Tuesday, April 28, 2009

Budget consequences

Today, the Board of Police Commissioners adopted a $175 million general fund budget for FY 09-10. This budget is $15 million short of what we would have needed to continue operating the department at 08-09 levels. This meant we had to make some hard choices, and try as we might, there will be an inevitable impact on public safety.

There has been much talk that this budget will not take officers off the street. Put simply, that’s impossible. No officers will be laid off, but attrition will reduce numbers. This budget has forced us to implement a hiring freeze. We have 21 fewer police officers than we did on this date last year. Another five to 10 will retire next month under our early retirement incentive program, and we typically lose one officer a week in normal turn-over. We have 31 recruits in the Academy right now who will be retained only if we are awarded a federal grant. Otherwise, they will be laid off, and our training investment in them will be lost. Even if we do keep them, they’ll likely make up just a third of the losses through attrition we expect this year.

A loss of officers will be felt immediately on June 1 when we must take 18 of them off the street to staff detention units at the patrol division stations. To cut overtime pay in the Headquarters Detention Unit, we have to pull all of the (civilian) detention officers downtown to Headquarters. We simply don’t have enough money to pay the overtime. As I had said would happen, cutting – in this case just freezing – civilian jobs will pull officers off the streets to do them.

Our median response time in March 2009 was 5.97 minutes. That’s from the time you call 911 to the time a police officer arrives at your door. That’s one of our lowest response times in history, and it’s been achieved by a larger workforce. When voters approved the public safety sales tax in 2002, they were promised 20 additional police officers a year. In the last 12 years, KCPD’s manpower has gone up 20 percent, and crime has fallen 30 percent. This is no coincidence. I fear that the budget cuts we got from the city will force us to undo our last three years of progress. Public safety comes with a dollar figure, and ours has been slashed.

About this time every year, there also are cries for consolidation with the city. This department is very open to that and has attempted it several times. We have repeatedly requested business plans from the City Manager’s Office on what such a consolidation would look like but have never received a plan. (Our department, however, has provided several such plans to the city. The latest was our plan to take over the policing of KCI Airport. The city declined to act on that report.) We are now in the process of combining IT functions with the city, but the city has yet to identify any savings that will result.

I can assure you that the men and women of this department will do everything they can, even with reduced resources, to continue to serve the public. We are motivated, and our officers have and will continue to put their lives on the line daily for the safety of our city.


Task to carry out:
Would you copy the lines below exactly and omit the images?

Dataset entries on figures
::::

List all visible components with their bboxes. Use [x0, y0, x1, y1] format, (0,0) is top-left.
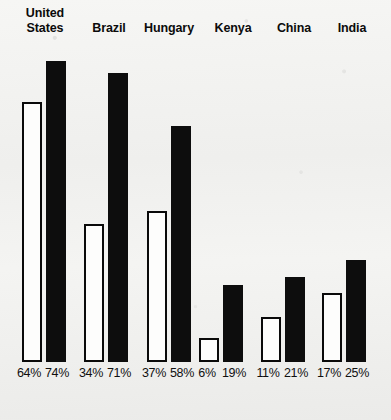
bar-kenya-dark — [223, 285, 243, 362]
group-label-india: India — [323, 21, 381, 36]
value-label-hungary-light: 37% — [140, 366, 168, 380]
bar-hungary-dark — [171, 126, 191, 362]
value-label-kenya-dark: 19% — [220, 366, 248, 380]
bar-hungary-light — [147, 211, 167, 362]
bar-china-dark — [285, 277, 305, 362]
group-label-hungary: Hungary — [133, 21, 205, 36]
value-label-brazil-dark: 71% — [105, 366, 133, 380]
value-label-kenya-light: 6% — [193, 366, 221, 380]
bar-india-light — [322, 293, 342, 362]
bar-chart: United States Brazil Hungary Kenya China… — [0, 0, 391, 420]
bar-india-dark — [346, 260, 366, 362]
plot-area — [0, 55, 391, 362]
group-label-united-states: United States — [8, 6, 82, 35]
group-label-kenya: Kenya — [202, 21, 264, 36]
group-label-brazil: Brazil — [78, 21, 140, 36]
value-label-india-light: 17% — [315, 366, 343, 380]
value-label-china-light: 11% — [254, 366, 282, 380]
value-label-china-dark: 21% — [282, 366, 310, 380]
bar-united-states-dark — [46, 61, 66, 362]
value-label-india-dark: 25% — [343, 366, 371, 380]
bar-kenya-light — [199, 338, 219, 362]
bar-united-states-light — [22, 102, 42, 362]
value-label-brazil-light: 34% — [77, 366, 105, 380]
value-label-united-states-dark: 74% — [43, 366, 71, 380]
bar-brazil-dark — [108, 73, 128, 362]
bar-china-light — [261, 317, 281, 362]
value-label-united-states-light: 64% — [15, 366, 43, 380]
bar-brazil-light — [84, 224, 104, 362]
value-label-hungary-dark: 58% — [168, 366, 196, 380]
group-label-china: China — [263, 21, 325, 36]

::::

Response:
List all visible components with their bboxes. Use [x0, y0, x1, y1] format, (0,0) is top-left.
bar-kenya-dark — [223, 285, 243, 362]
group-label-india: India — [323, 21, 381, 36]
value-label-hungary-light: 37% — [140, 366, 168, 380]
bar-hungary-dark — [171, 126, 191, 362]
value-label-kenya-dark: 19% — [220, 366, 248, 380]
bar-hungary-light — [147, 211, 167, 362]
bar-china-dark — [285, 277, 305, 362]
group-label-hungary: Hungary — [133, 21, 205, 36]
value-label-brazil-dark: 71% — [105, 366, 133, 380]
value-label-kenya-light: 6% — [193, 366, 221, 380]
bar-india-light — [322, 293, 342, 362]
bar-chart: United States Brazil Hungary Kenya China… — [0, 0, 391, 420]
bar-india-dark — [346, 260, 366, 362]
plot-area — [0, 55, 391, 362]
group-label-united-states: United States — [8, 6, 82, 35]
group-label-kenya: Kenya — [202, 21, 264, 36]
group-label-brazil: Brazil — [78, 21, 140, 36]
value-label-india-light: 17% — [315, 366, 343, 380]
value-label-china-light: 11% — [254, 366, 282, 380]
value-label-china-dark: 21% — [282, 366, 310, 380]
bar-united-states-dark — [46, 61, 66, 362]
value-label-india-dark: 25% — [343, 366, 371, 380]
bar-kenya-light — [199, 338, 219, 362]
bar-united-states-light — [22, 102, 42, 362]
value-label-brazil-light: 34% — [77, 366, 105, 380]
value-label-united-states-dark: 74% — [43, 366, 71, 380]
bar-brazil-dark — [108, 73, 128, 362]
bar-china-light — [261, 317, 281, 362]
value-label-united-states-light: 64% — [15, 366, 43, 380]
bar-brazil-light — [84, 224, 104, 362]
value-label-hungary-dark: 58% — [168, 366, 196, 380]
group-label-china: China — [263, 21, 325, 36]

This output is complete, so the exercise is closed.